High Oil Price Predictions Abound as US Crude Hits 4-Week High

by Ship & Bunker News Team
Wednesday April 5, 2017

Crude on Tuesday achieved the best close in four weeks on the strength of a forecast U.S. inventories drawdown; and while this had previously been predicted by analysts to no positive effect, this time the news was enough to offset reports that the lifting of a force majeure has caused Libya to resume production.

West Texas Intermediate settled up 79 cents at $51.03 per barrel while Brent rose 95 cents to $54.07, pushing the global benchmark into overbought territory for the first time since the end of December; both contracts have recovered 8 percent since hitting four-month lows in late March.

Analysts believe industry data will show a decline in inventories later this week, as demand is said to be increasing ahead of summer in key markets; Carsten Fritsch, commodities analyst at Commerzbank, remarked, "U.S. product stocks need to be watched closely, since they have fallen massively over the last few weeks."

If a Bloomberg survey of analysts proves accurate, U.S. crude supplies will have declined 150,000 barrels last week.

Tuesday's turnaround even encouraged some observers to credit the much-maligned Organization of the Petroleum Exporting Countries (OPEC) output reduction initiative for contributing to a recovering market: "We believe the implemented production cuts will trigger a material drawdown in OECD oil inventories and thus higher crude oil prices," said Giovanni Staunovo, analyst for UBS.

Even though the market could just as easily and suddenly plummet in coming days, Tuesday's gains prompted some experts to join the small but vocal chorus of analysts who of late have defied common wisdom and predicted that crude will soon escape its range-bound confines and trade in the $60s.

David Pursell, a managing director at Tudor Pickering Holt & Co., told Bloomberg he sees crude reaching $65 per barrel in the fourth quarter of this year and $75 in 2019 (the former figure, incidentally, is in line with Staunovo's forecast for the next three months).

Pursell also anticipates expects an inventory drawdown over the next two months large enough for stockpiles to return to normal levels by the end of the third quarter:

Earlier this week, Pierre Andurand, managing partner at Andurand Capital Management, told media that "I think oil prices are likely to recover to around $70 ... I think the market will switch to backwardation – sustainable backwardation – by late summer and that will bring the next wave in oil prices."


THE TASK:
Below are the records. List every line holding the word "will".

RECORDS SHOWN:

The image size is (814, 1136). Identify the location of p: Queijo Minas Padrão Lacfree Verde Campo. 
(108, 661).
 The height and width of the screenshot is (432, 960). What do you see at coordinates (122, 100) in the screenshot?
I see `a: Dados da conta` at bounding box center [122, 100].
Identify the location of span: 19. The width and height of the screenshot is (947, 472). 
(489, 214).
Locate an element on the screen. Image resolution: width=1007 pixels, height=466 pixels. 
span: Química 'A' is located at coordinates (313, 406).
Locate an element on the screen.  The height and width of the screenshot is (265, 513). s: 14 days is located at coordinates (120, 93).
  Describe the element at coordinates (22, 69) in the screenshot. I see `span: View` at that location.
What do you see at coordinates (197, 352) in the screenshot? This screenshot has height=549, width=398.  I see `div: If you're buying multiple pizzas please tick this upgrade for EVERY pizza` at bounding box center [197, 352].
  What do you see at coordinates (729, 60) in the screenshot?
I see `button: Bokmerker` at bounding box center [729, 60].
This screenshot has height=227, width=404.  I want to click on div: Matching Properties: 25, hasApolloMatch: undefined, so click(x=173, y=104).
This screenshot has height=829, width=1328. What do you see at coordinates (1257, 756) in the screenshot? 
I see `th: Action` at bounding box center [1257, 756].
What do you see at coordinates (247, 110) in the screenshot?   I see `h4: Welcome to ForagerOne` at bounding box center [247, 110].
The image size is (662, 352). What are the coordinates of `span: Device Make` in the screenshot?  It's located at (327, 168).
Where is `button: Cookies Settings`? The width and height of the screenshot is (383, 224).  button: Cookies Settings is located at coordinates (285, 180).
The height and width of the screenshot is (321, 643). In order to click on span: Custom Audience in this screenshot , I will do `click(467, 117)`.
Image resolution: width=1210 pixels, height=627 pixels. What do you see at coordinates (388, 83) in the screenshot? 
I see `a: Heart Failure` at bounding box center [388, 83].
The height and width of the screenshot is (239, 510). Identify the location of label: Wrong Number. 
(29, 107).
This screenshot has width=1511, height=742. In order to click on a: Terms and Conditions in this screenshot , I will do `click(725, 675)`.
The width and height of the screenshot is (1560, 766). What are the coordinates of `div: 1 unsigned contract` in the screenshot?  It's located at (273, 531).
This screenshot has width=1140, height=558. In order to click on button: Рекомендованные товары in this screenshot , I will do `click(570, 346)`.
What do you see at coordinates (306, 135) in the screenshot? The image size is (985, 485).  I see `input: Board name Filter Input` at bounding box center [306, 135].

EXERCISE SOLUTION:
The height and width of the screenshot is (321, 643). In order to click on span: Custom Audience in this screenshot , I will do `click(467, 117)`.
This screenshot has width=1511, height=742. In order to click on a: Terms and Conditions in this screenshot , I will do `click(725, 675)`.
This screenshot has width=1140, height=558. In order to click on button: Рекомендованные товары in this screenshot , I will do `click(570, 346)`.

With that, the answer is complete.